The American National Election Study regularly asks respondents to place themselves on an "Extremely Liberal" to "Extremely Conservative" scale (LibCon). Responses to this routinely included question increasingly contain valid and useful information for a wide range of political analyses.

🧭 A New, More Nuanced Model of Full Response Patterns

  • The evidence is derived from a novel, more comprehensive and nuanced model of the full set of responses to the LibCon question.
  • That model examines the entire pattern of answers rather than treating the item in isolation, allowing a fuller assessment of what the LibCon scale captures.

🔎 Key Findings

  • LibCon responses in recent decades provide reliable summaries of respondents' positions on a range of specific policy issues.
  • Those self-placement responses are now strongly related to important political behaviors, including turnout and vote choice.
  • The pattern of results indicates that an increasingly broad segment of the population can and does understand and use the question's ideological labels.
  • These findings do not contradict earlier analyses that cautioned against using LibCon data; instead, they point to a change over time in how respondents interpret and employ ideological labels.

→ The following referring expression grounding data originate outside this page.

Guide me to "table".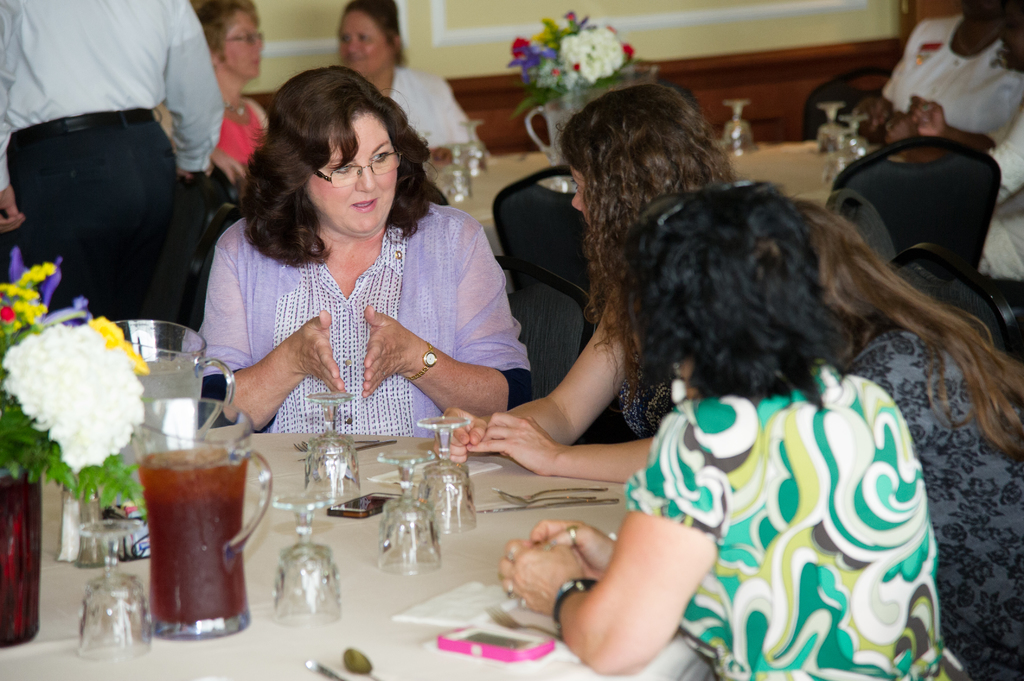
Guidance: 0 423 719 680.
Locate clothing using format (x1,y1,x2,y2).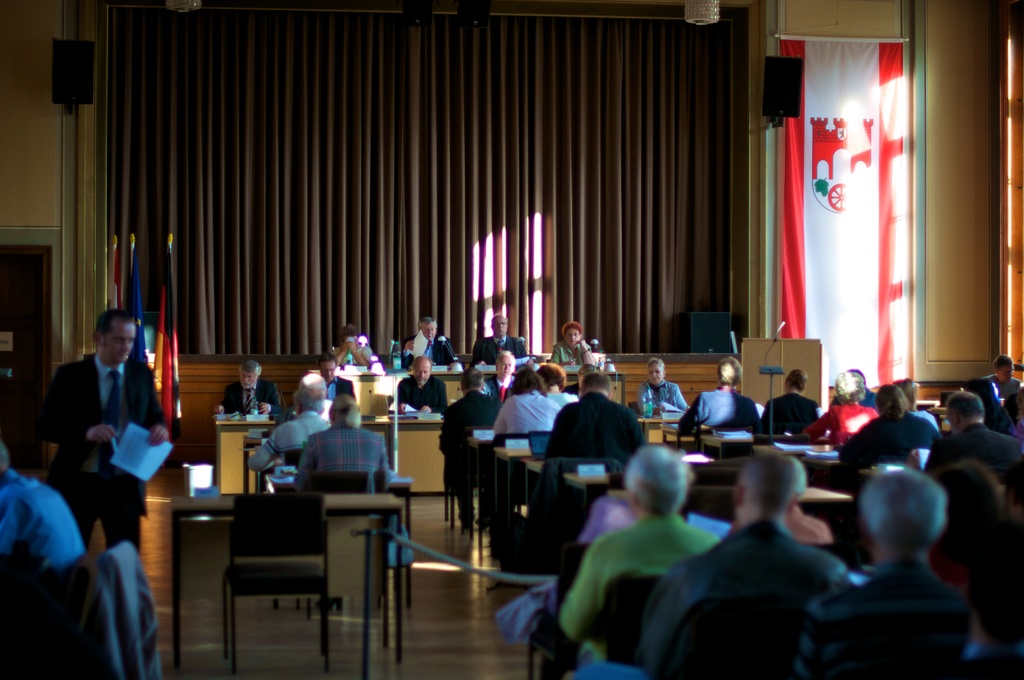
(573,525,845,679).
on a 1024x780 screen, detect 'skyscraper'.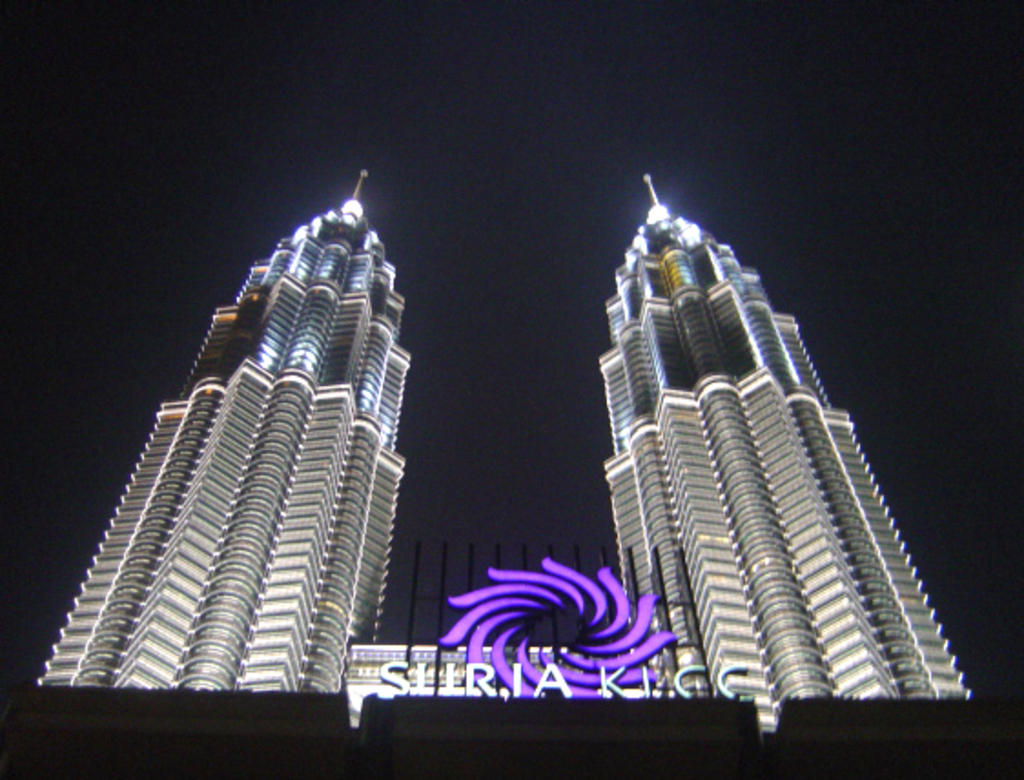
x1=36, y1=168, x2=423, y2=705.
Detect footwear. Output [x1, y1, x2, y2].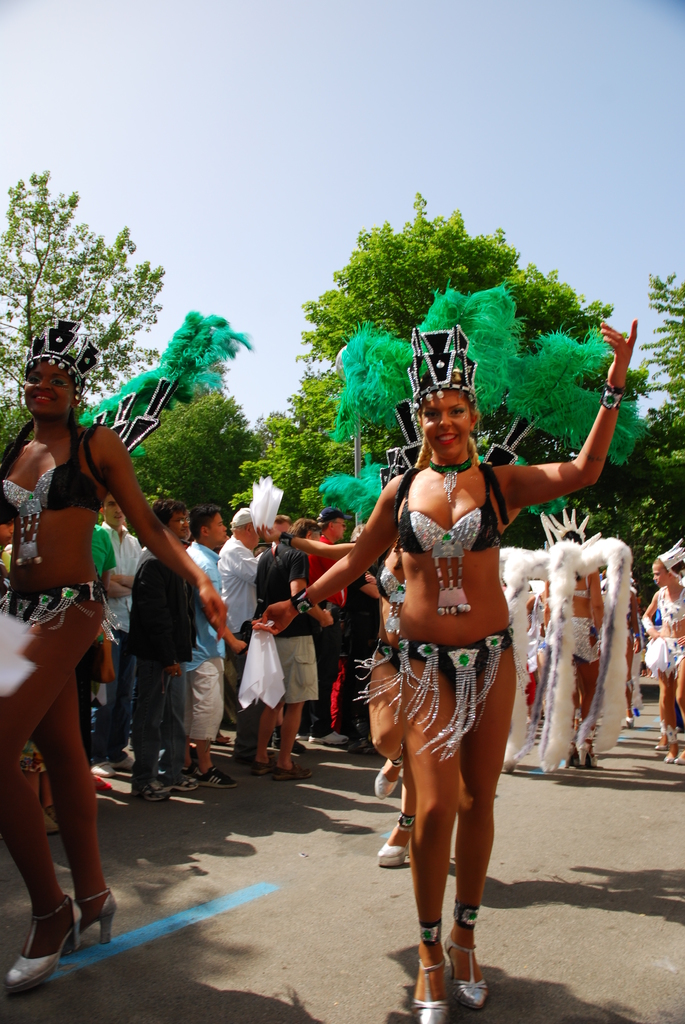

⚖️ Why This Matters for Research and Analysis

  • Researchers can view LibCon responses as a more informative measure today than in earlier decades, useful for analyses linking ideology to policy attitudes and political behavior.
  • The shift implies that survey-based measures of ideology have become more widely comprehensible and consequential for a broader population, with implications for study design and interpretation of historical comparisons.
Article Card
Revisiting Ideology Measures in Political Surveys was authored by Ken Kollman and John E. Jackson. It was published by Chicago in JOP in 2026.